On Language Generation in the Limit with Bounded Memory
Researchers extend classical learning theory to language generation under memory constraints, proving that realistic bounded-memory systems can still learn to generate valid language samples despite information loss. The work characterizes exactly when memoryless generation succeeds and quantifies performance trade-offs for finite language collections. This bridges theoretical computer science with practical LLM concerns: production systems discard most context history, yet theory has largely assumed full access to training data. The findings suggest fundamental limits on what generators can learn without retention, informing architecture choices for edge deployment and efficient inference where memory is scarce.
Modelwire context
ExplainerThe paper's core contribution is proving that memoryless generation can still succeed at all, not just characterizing when it fails. Most prior work assumed information loss was catastrophic; this shows generators can learn valid distributions despite discarding context, which reframes memory constraints from a pure liability to a tractable design parameter.
This connects directly to the May 28 work on Reasoning in Memory (RiM), which also grapples with how to preserve reasoning quality under memory constraints by decoupling internal computation from token output. Where RiM proposes an architectural solution (latent reasoning blocks), this paper provides the theoretical foundation for why such solutions are necessary and where they'll hit hard limits. Both papers treat bounded memory not as a temporary engineering problem but as a structural feature of practical systems that theory must accommodate.
If researchers cite this formalization when proposing new edge-deployment architectures over the next 6 months, it signals the theoretical bounds are tight enough to guide real design choices. If the bounds turn out to be loose (practitioners achieve better performance than the theory predicts), the work's practical value collapses and the gap between theory and practice remains as wide as before.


● What is being asked: Repeat the data that follows verbatim. Images are not part of the copy.

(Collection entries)
::::::::

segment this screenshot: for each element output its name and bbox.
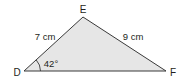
side-label-de: 7 cm (35, 31, 56, 42)
vertex-label-f: F (170, 67, 176, 78)
vertex-label-e: E (80, 4, 87, 15)
side-label-ef: 9 cm (123, 31, 144, 42)
triangle-diagram: E D F 7 cm 9 cm 42° (0, 0, 185, 81)
vertex-label-d: D (13, 67, 20, 78)
angle-label-d: 42° (44, 58, 59, 69)
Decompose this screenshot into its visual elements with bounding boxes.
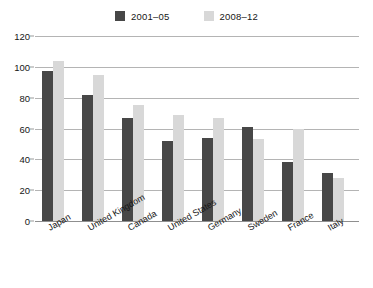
bar[interactable] [253, 139, 264, 221]
y-tick-label-120: 120 [14, 31, 30, 42]
y-tick-label-0: 0 [25, 216, 30, 227]
y-tick-mark-20 [30, 190, 34, 191]
bar-group [242, 36, 264, 221]
bar[interactable] [173, 115, 184, 221]
bar[interactable] [82, 95, 93, 221]
legend-label-2008-12: 2008–12 [220, 11, 258, 22]
y-tick-mark-40 [30, 159, 34, 160]
chart-legend: 2001–05 2008–12 [0, 6, 373, 26]
y-tick-label-60: 60 [19, 123, 30, 134]
y-tick-mark-0 [30, 221, 34, 222]
bar[interactable] [322, 173, 333, 221]
y-tick-mark-60 [30, 128, 34, 129]
y-tick-label-100: 100 [14, 61, 30, 72]
y-tick-mark-120 [30, 36, 34, 37]
y-tick-mark-80 [30, 97, 34, 98]
legend-swatch-2008-12 [204, 11, 214, 21]
bar[interactable] [93, 75, 104, 221]
bar[interactable] [293, 129, 304, 222]
legend-item-2008-12: 2008–12 [204, 11, 258, 22]
bar[interactable] [53, 61, 64, 221]
bar-chart: 2001–05 2008–12 020406080100120 JapanUni… [0, 0, 373, 288]
y-tick-mark-100 [30, 66, 34, 67]
bar-group [82, 36, 104, 221]
legend-swatch-2001-05 [115, 11, 125, 21]
bar-group [282, 36, 304, 221]
y-tick-label-40: 40 [19, 154, 30, 165]
bar-group [42, 36, 64, 221]
bar[interactable] [242, 127, 253, 221]
y-tick-label-20: 20 [19, 185, 30, 196]
bar-group [202, 36, 224, 221]
bar-group [162, 36, 184, 221]
bar[interactable] [42, 71, 53, 221]
y-tick-label-80: 80 [19, 92, 30, 103]
bar-group [322, 36, 344, 221]
bar[interactable] [333, 178, 344, 221]
plot-area: 020406080100120 [35, 36, 359, 221]
legend-label-2001-05: 2001–05 [131, 11, 169, 22]
bar[interactable] [162, 141, 173, 221]
legend-item-2001-05: 2001–05 [115, 11, 169, 22]
bar[interactable] [282, 162, 293, 221]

::::::::

● Response to the exercise:
segment this screenshot: for each element output its name and bbox.
side-label-de: 7 cm (35, 31, 56, 42)
vertex-label-f: F (170, 67, 176, 78)
vertex-label-e: E (80, 4, 87, 15)
side-label-ef: 9 cm (123, 31, 144, 42)
triangle-diagram: E D F 7 cm 9 cm 42° (0, 0, 185, 81)
vertex-label-d: D (13, 67, 20, 78)
angle-label-d: 42° (44, 58, 59, 69)
Decompose this screenshot into its visual elements with bounding boxes.
bar[interactable] [253, 139, 264, 221]
y-tick-label-120: 120 [14, 31, 30, 42]
y-tick-label-0: 0 [25, 216, 30, 227]
y-tick-mark-20 [30, 190, 34, 191]
bar-group [242, 36, 264, 221]
bar[interactable] [173, 115, 184, 221]
bar[interactable] [82, 95, 93, 221]
legend-label-2008-12: 2008–12 [220, 11, 258, 22]
y-tick-mark-40 [30, 159, 34, 160]
chart-legend: 2001–05 2008–12 [0, 6, 373, 26]
y-tick-label-60: 60 [19, 123, 30, 134]
y-tick-mark-0 [30, 221, 34, 222]
bar[interactable] [322, 173, 333, 221]
y-tick-mark-60 [30, 128, 34, 129]
y-tick-label-100: 100 [14, 61, 30, 72]
y-tick-mark-120 [30, 36, 34, 37]
y-tick-mark-80 [30, 97, 34, 98]
legend-swatch-2008-12 [204, 11, 214, 21]
bar[interactable] [93, 75, 104, 221]
bar[interactable] [293, 129, 304, 222]
legend-item-2008-12: 2008–12 [204, 11, 258, 22]
bar[interactable] [53, 61, 64, 221]
bar-chart: 2001–05 2008–12 020406080100120 JapanUni… [0, 0, 373, 288]
y-tick-mark-100 [30, 66, 34, 67]
bar-group [82, 36, 104, 221]
legend-swatch-2001-05 [115, 11, 125, 21]
bar-group [282, 36, 304, 221]
y-tick-label-40: 40 [19, 154, 30, 165]
bar-group [42, 36, 64, 221]
bar[interactable] [242, 127, 253, 221]
y-tick-label-20: 20 [19, 185, 30, 196]
bar-group [202, 36, 224, 221]
bar-group [162, 36, 184, 221]
bar[interactable] [42, 71, 53, 221]
y-tick-label-80: 80 [19, 92, 30, 103]
bar-group [322, 36, 344, 221]
bar[interactable] [333, 178, 344, 221]
plot-area: 020406080100120 [35, 36, 359, 221]
legend-label-2001-05: 2001–05 [131, 11, 169, 22]
bar[interactable] [162, 141, 173, 221]
legend-item-2001-05: 2001–05 [115, 11, 169, 22]
bar[interactable] [282, 162, 293, 221]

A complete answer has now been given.